Friday, April 25, 2008

Visceral Reflexes



My parents are visiting from Los Angeles, CA. It's been great to see them, but no family visit is without its emotionally triggering moments.

Last night, Iron Skillet came home from work utterly depressed. She was crying in bed last night, lamenting the absence of meaning in her life. We stayed up late, trying to lighten the mood, realizing that we are both so strapped by our current lives.

This morning, I had an emotionally difficult conversation with my mom on the phone. My mom and dad are visiting Michigan for the week. I was supposed to have my family over for cocktails tomorrow evening, but had to cancel because I don't have time to play host.

My folks haven't been to my apartment very much and I was looking forward to having everyone over. I knew they were planning a return trip next month, after my exams. This morning, my mom told me they would be returning during my final exam week. DURING. Meaning: I'm totally useless. Can't relax around my family. Can't socialize. Can't host a cocktail party. They are leaving the day after my final exams.

Okay. I can roll. I've dealt with bigger blows. "Well, Lara," I asked myself, "what CAN I do?"


I can shore myself up. After hanging up with my mom (I was really only mildly upset), I sat down to watch a lecture on taste and smell. Because I CAN study! The lecture began. The first slide appeared: a diagram of the taste bud.

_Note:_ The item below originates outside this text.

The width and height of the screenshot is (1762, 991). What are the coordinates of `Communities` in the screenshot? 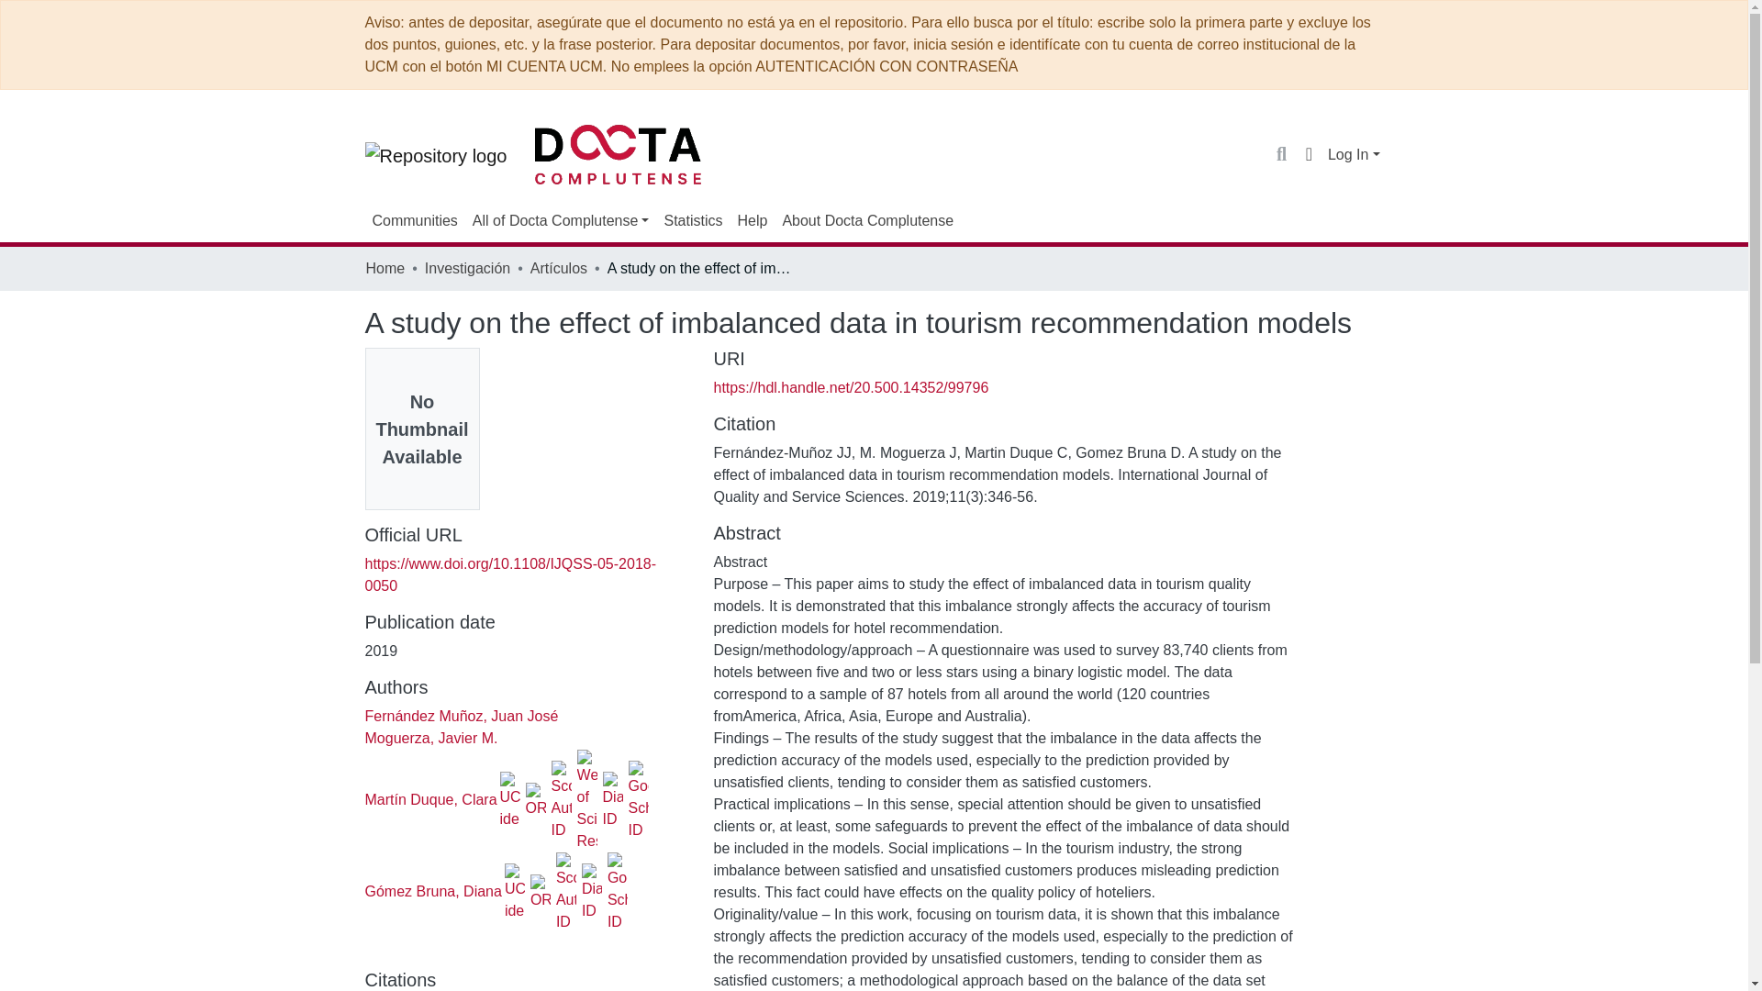 It's located at (415, 221).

I tried so hard to concentrate. But listening to the professor go on about the minutia of taste buds, it felt so unimportant. I stared at the screen and started to cry. Studying while emotional is like driving drunk. You might think you're fine, but you're actually heading straight into oncoming traffic.


"Don't let it get to you," I kept telling myself. "Focusfocusfocus." I have a bad cold. I feel so disappointed. I had nothing to grasp onto but taste buds. TASTE BUDS. It got to me.

Because I'm human, not a machine. Because I can only memorize so many bodiless facts before I start to feel like a hollow shell of a student. Because school can often feel more like hazing than like education.